In recent weeks, Clinton and Obama, the man she once resented for delaying her assumption to her ultimate form, have been on the warpath, hyping their economic achievements. Obama so believes in the neoliberal program that he took to the New York Times — literally the house organ of the moneyed elite — to explain that if he failed in any way, it was in not making it clear enough to the American people how “pretty darn great” things are. Among other things, he held in some degree of scorn embittered no-hopers (racists, probably) who still believe in old-school, non-disruptive things like “fixed benefit programs”. You know, like Social Security. Clinton has continued this line of rhetoric, positioning herself as an eerie echo of the Great Communicator, the man who told us everything was fine and there was nothing to worry about, the man who goggled that if he believed some of his critics, he would think there was a problem with unemployment in America, which obviously couldn’t be true, because there’s all those want ads in the paper.
Clinton’s impatience for leftist critiques of her economics, for the fools who deny that “America never stopped being great”, are crazily similar to Reagan’s, when, in 1982, he wondered why it was news that “some fellow out in South Succotash” lost his job, or why budget cuts might possibly damage the lives of ordinary Americans. Echoing today’s liberals, Reagan Republicans — and Democrats, too — warned that all this emphasis on the frivolous negatives of millions of people was psychologically impairing the citizenry’s perception of the boffo new economic recovery he was cooking up. Clinton was even overheard in a recent tête-à-tête saying that it would be a crackerjack idea to bring in her former husband Bill — the man whose enthusiastic support of NAFTA and GATT did so much to help destroy the prospects of the working class — as the man to make decisions in matters of trade. Even if she couldn’t do this or wouldn’t do this, the fact that she said it at all does little to quell worries that she views labor issues through much the same lens as did the man who broke PATCO. Add to this her Reaganesque attitude towards foreign policy — incoherent, belligerent, and deeply beholden to the realpolitik of H. Kissinger, but directed at terrorists instead of commies — and it’s not hard to see why her supporters are so deeply committed to the idea that her ideas shouldn’t be subject to questioning.

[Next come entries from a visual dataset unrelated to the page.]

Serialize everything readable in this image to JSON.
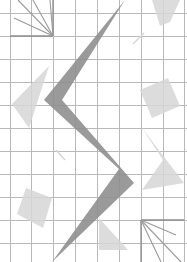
{
  "canvas": {
    "width": 187,
    "height": 262,
    "background": "#ffffff"
  },
  "colors": {
    "grid": "#b9b9b9",
    "grid_strong": "#8c8c8c",
    "main_shape": "#8f8f8f",
    "light_shape": "#d6d6d6",
    "fan_line": "#9a9a9a"
  },
  "grid": {
    "x_lines": [
      10,
      31,
      53,
      75,
      97,
      119,
      141,
      163,
      184
    ],
    "y_lines": [
      13,
      36,
      59,
      82,
      105,
      128,
      151,
      174,
      197,
      220,
      243
    ],
    "strong_segments": [
      {
        "x1": 10,
        "y1": 36,
        "x2": 53,
        "y2": 36
      },
      {
        "x1": 53,
        "y1": 0,
        "x2": 53,
        "y2": 36
      },
      {
        "x1": 141,
        "y1": 220,
        "x2": 184,
        "y2": 220
      },
      {
        "x1": 141,
        "y1": 220,
        "x2": 141,
        "y2": 262
      }
    ]
  },
  "shapes": {
    "zigzag": "125,0 62,100 134,183 52,262 119,169 44,100",
    "light_polygons": [
      {
        "name": "left-upper-triangle",
        "points": "49,66 12,104 29,128"
      },
      {
        "name": "right-square",
        "points": "140,90 168,78 180,106 152,118"
      },
      {
        "name": "right-chevron",
        "points": "142,128 184,183 142,190 163,160"
      },
      {
        "name": "left-square",
        "points": "17,214 26,188 52,198 43,228"
      },
      {
        "name": "bottom-triangle",
        "points": "99,218 128,250 99,250"
      },
      {
        "name": "top-right-wedge",
        "points": "152,0 180,0 170,22 160,26"
      }
    ],
    "fan_top_left": {
      "origin": [
        53,
        36
      ],
      "ends": [
        [
          18,
          0
        ],
        [
          33,
          0
        ],
        [
          50,
          0
        ],
        [
          14,
          18
        ]
      ]
    },
    "fan_bottom_right": {
      "origin": [
        141,
        220
      ],
      "ends": [
        [
          176,
          235
        ],
        [
          181,
          262
        ],
        [
          161,
          262
        ]
      ]
    },
    "dashes": [
      {
        "x1": 144,
        "y1": 33,
        "x2": 133,
        "y2": 44
      },
      {
        "x1": 56,
        "y1": 150,
        "x2": 65,
        "y2": 160
      }
    ]
  }
}
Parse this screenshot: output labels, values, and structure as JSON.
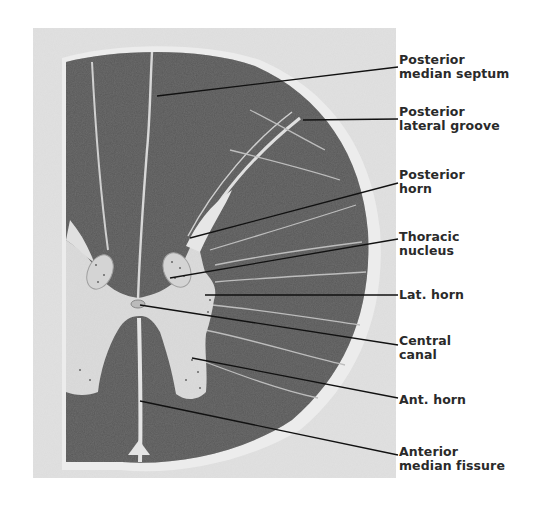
{
  "figure": {
    "colors": {
      "background_panel": "#e4e4e4",
      "white_matter": "#555555",
      "gray_matter": "#dcdcdc",
      "leader_line": "#111111",
      "label_text": "#2a2a2a"
    }
  },
  "labels": [
    {
      "id": "posterior-median-septum",
      "line1": "Posterior",
      "line2": "median septum",
      "top": 53,
      "anchor": [
        157,
        96
      ],
      "end": [
        398,
        67
      ]
    },
    {
      "id": "posterior-lateral-groove",
      "line1": "Posterior",
      "line2": "lateral groove",
      "top": 105,
      "anchor": [
        303,
        120
      ],
      "end": [
        398,
        119
      ]
    },
    {
      "id": "posterior-horn",
      "line1": "Posterior",
      "line2": "horn",
      "top": 168,
      "anchor": [
        190,
        238
      ],
      "end": [
        398,
        183
      ]
    },
    {
      "id": "thoracic-nucleus",
      "line1": "Thoracic",
      "line2": "nucleus",
      "top": 230,
      "anchor": [
        170,
        278
      ],
      "end": [
        398,
        239
      ]
    },
    {
      "id": "lat-horn",
      "line1": "Lat. horn",
      "line2": "",
      "top": 287,
      "anchor": [
        205,
        295
      ],
      "end": [
        398,
        295
      ]
    },
    {
      "id": "central-canal",
      "line1": "Central",
      "line2": "canal",
      "top": 334,
      "anchor": [
        140,
        305
      ],
      "end": [
        398,
        345
      ]
    },
    {
      "id": "ant-horn",
      "line1": "Ant. horn",
      "line2": "",
      "top": 392,
      "anchor": [
        192,
        358
      ],
      "end": [
        398,
        398
      ]
    },
    {
      "id": "anterior-median-fissure",
      "line1": "Anterior",
      "line2": "median fissure",
      "top": 445,
      "anchor": [
        140,
        401
      ],
      "end": [
        398,
        455
      ]
    }
  ]
}
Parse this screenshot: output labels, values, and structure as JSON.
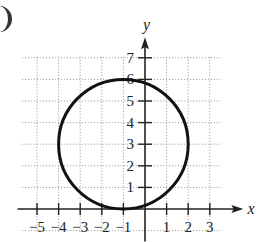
{
  "chart_data": {
    "type": "line",
    "title": "",
    "xlabel": "x",
    "ylabel": "y",
    "xlim": [
      -5.5,
      3.5
    ],
    "ylim": [
      -1,
      7.5
    ],
    "grid": true,
    "x_ticks": [
      -5,
      -4,
      -3,
      -2,
      -1,
      1,
      2,
      3
    ],
    "y_ticks": [
      1,
      2,
      3,
      4,
      5,
      6,
      7
    ],
    "x_tick_labels": [
      "−5",
      "−4",
      "−3",
      "−2",
      "−1",
      "1",
      "2",
      "3"
    ],
    "y_tick_labels": [
      "1",
      "2",
      "3",
      "4",
      "5",
      "6",
      "7"
    ],
    "series": [
      {
        "name": "circle",
        "shape": "circle",
        "center": [
          -1,
          3
        ],
        "radius": 3,
        "equation": "(x + 1)^2 + (y - 3)^2 = 9",
        "extremes": {
          "left": [
            -4,
            3
          ],
          "right": [
            2,
            3
          ],
          "top": [
            -1,
            6
          ],
          "bottom": [
            -1,
            0
          ]
        }
      }
    ],
    "legend": null
  },
  "labels": {
    "x_axis": "x",
    "y_axis": "y"
  }
}
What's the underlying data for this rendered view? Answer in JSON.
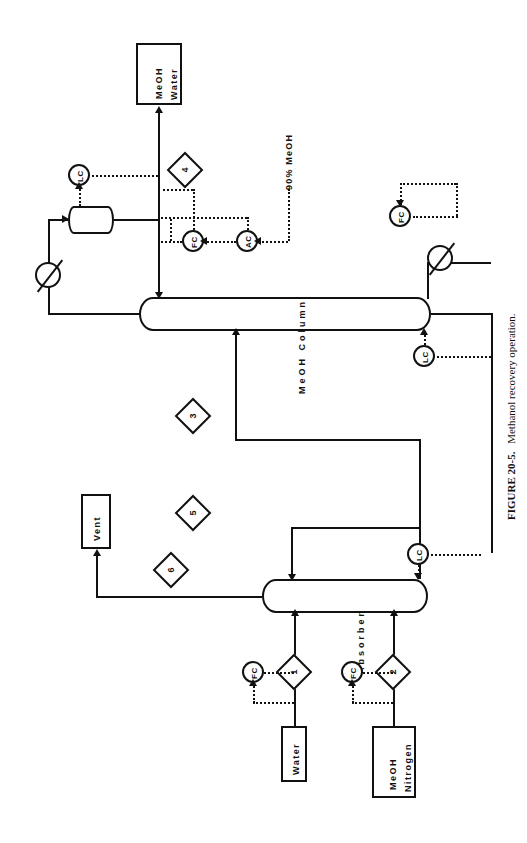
{
  "figure": {
    "number": "FIGURE 20-5.",
    "caption": "Methanol recovery operation.",
    "orientation": "rotated-90-ccw"
  },
  "colors": {
    "line": "#111111",
    "background": "#ffffff"
  },
  "boxes": [
    {
      "id": "product-meoh-water",
      "label_line1": "MeOH",
      "label_line2": "Water"
    },
    {
      "id": "vent",
      "label_line1": "Vent",
      "label_line2": ""
    },
    {
      "id": "feed-water",
      "label_line1": "Water",
      "label_line2": ""
    },
    {
      "id": "feed-meoh-nitrogen",
      "label_line1": "MeOH",
      "label_line2": "Nitrogen"
    }
  ],
  "vessels": [
    {
      "id": "meoh-column",
      "label": "MeOH Column"
    },
    {
      "id": "absorber",
      "label": "Absorber"
    },
    {
      "id": "reflux-drum",
      "label": ""
    }
  ],
  "instruments": [
    {
      "id": "lc-reflux-drum",
      "tag": "LC"
    },
    {
      "id": "fc-reflux",
      "tag": "FC"
    },
    {
      "id": "ac-composition",
      "tag": "AC"
    },
    {
      "id": "fc-reboiler-steam",
      "tag": "FC"
    },
    {
      "id": "lc-column-bottoms",
      "tag": "LC"
    },
    {
      "id": "lc-absorber-bottoms",
      "tag": "LC"
    },
    {
      "id": "fc-water-feed",
      "tag": "FC"
    },
    {
      "id": "fc-gas-feed",
      "tag": "FC"
    }
  ],
  "heat_exchangers": [
    {
      "id": "condenser",
      "label": ""
    },
    {
      "id": "reboiler",
      "label": ""
    }
  ],
  "streams": [
    {
      "id": "stream-1",
      "number": "1"
    },
    {
      "id": "stream-2",
      "number": "2"
    },
    {
      "id": "stream-3",
      "number": "3"
    },
    {
      "id": "stream-4",
      "number": "4"
    },
    {
      "id": "stream-5",
      "number": "5"
    },
    {
      "id": "stream-6",
      "number": "6"
    }
  ],
  "annotations": [
    {
      "id": "purity-note",
      "text": "90% MeOH"
    }
  ]
}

Having so thoroughly failed to engage the electorate on almost every meaningful issue, Clinton and her supporters have turned to a familiar technique, not invented but certainly furthered during the Reagan years by Lee Atwater and friends: cut off any questioning of your candidate’s views by invoking an unthinkable specter. It doesn’t really matter how unlikely that threat is; the fear is enough. Nowadays, the name of that fear is Donald Trump; Hillary Clinton is banking on the notion that our being afraid of him will be enough to stop asking questions about the painful inadequacy of a number of her plans for the country. It’s up to everyone who supports her to not let that happen; as voters, we have the responsibility not just to choose the right candidate, but to make sure that candidate makes the right decisions. If there is as great a difference between mainstream Republicans and neoliberal Democrats as we are constantly told, let the tellers prove it now.